(See Cover) In Guatemala, a lush, green little country only 1,000 miles from the U.S.. anti-Communist and pro-Communist forces were locked in battle this week. What kind of war was it? Guatemala's Communist-line government called it "aggression" and "invasion," and shrilled accusations against its neighbors, including the U.S. The lightly armed insurgents who moved in over the eastern border from Honduras called themselves the Army of Liberation, took for their motto "God and Honor," and urged all true Guatemalans to join them against the government and its Red friends. The first actual shooting came as insurgent aircraft strafed fuel tanks and airfields and dropped a few homemade bombs. Days later, two infantry task forces of a few hundred men each fumbled their way toward each other in the bush near a sleepy town called Zacapa and opened the ground fighting. The battle picture was obscure, but the government claimed that it had 3,000 men in "a general offensive" against 2,000 rebels along a line north and south of Zacapa.
Neither side had rushed headlong into combat. Both knew that the outcome would almost certainly depend on whether the regular Guatemalan army, some 6,000 strong and not at all Communist, stuck by the government or swung over to the anti-Communist cause. But whether the Guatemalan clash swelled into bitter and prolonged civil bloodshed or petered out in anticlimax and frustration, the issue was nonetheless clearly drawn. Guatemala, in its special way, was a small-scale sequel to Korea and Indo-China. and the world knew it. Even the United Nations Security Council stirred into action; it held its first Sunday emergency meeting since the June 1950 session on Korea.

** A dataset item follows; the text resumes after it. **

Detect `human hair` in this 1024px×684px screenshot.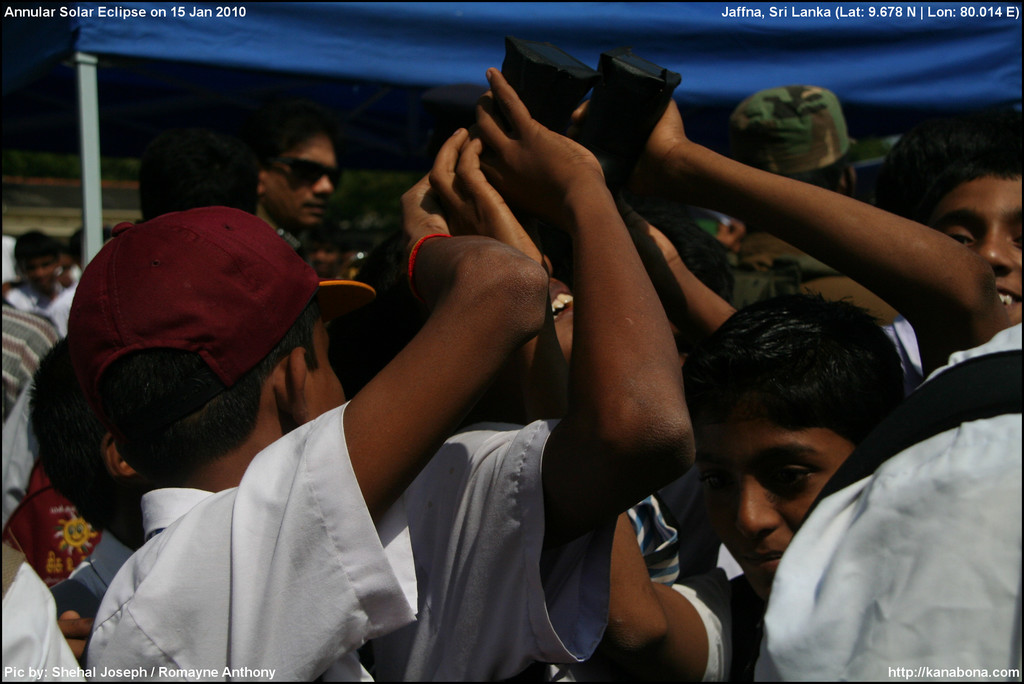
Detection: bbox=[13, 224, 61, 267].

"Supreme Chief." The invading anti-Communist rebels were mainly Guatemalans who had been driven into exile in recent years. Their leader, emerging from almost total obscurity, was Carlos Castillo Armas, 40, sometime colonel in the Guatemalan army, who had been jailed in Guatemala City in 1950 after an attempted revolt, but tunneled spectacularly out of prison and fled. Living in Tegucigalpa, Honduras, he made himself a symbol of the exiled right-wing opposition to Guatemala's Communists. He also began quietly collecting arms, money and men.
No one had given his plans for "liberating" Guatemala much chance. But suddenly last week he was calling himself "Supreme Chief of the Movement of National Liberation," and doing his best to look like it. From his Tegucigalpa house, boxes of arms appeared and were loaded into trucks. Soldiers were recruited, and promised pay of $2.50 a day. The force thus swiftly mobilized was uniformed in fresh suntans, and airlifted (in commercial DC-3s, at $400 a flight) to Macuelizo, Copan and Nueva Ocotepeque. Honduran hamlets on the Guatemalan frontier.
The way of the campaign's beginning was certainly unlike any hot-war fighting of recent times. There were no tanks or artillery, and for that matter, no roads for such luxurious military equipment to move on. The army that gathered along the unpatrolled jungle border that first afternoon could have made no sense except against the background of Central America, where history has been made before by a handful of angry men with rusty Mausers and machetes.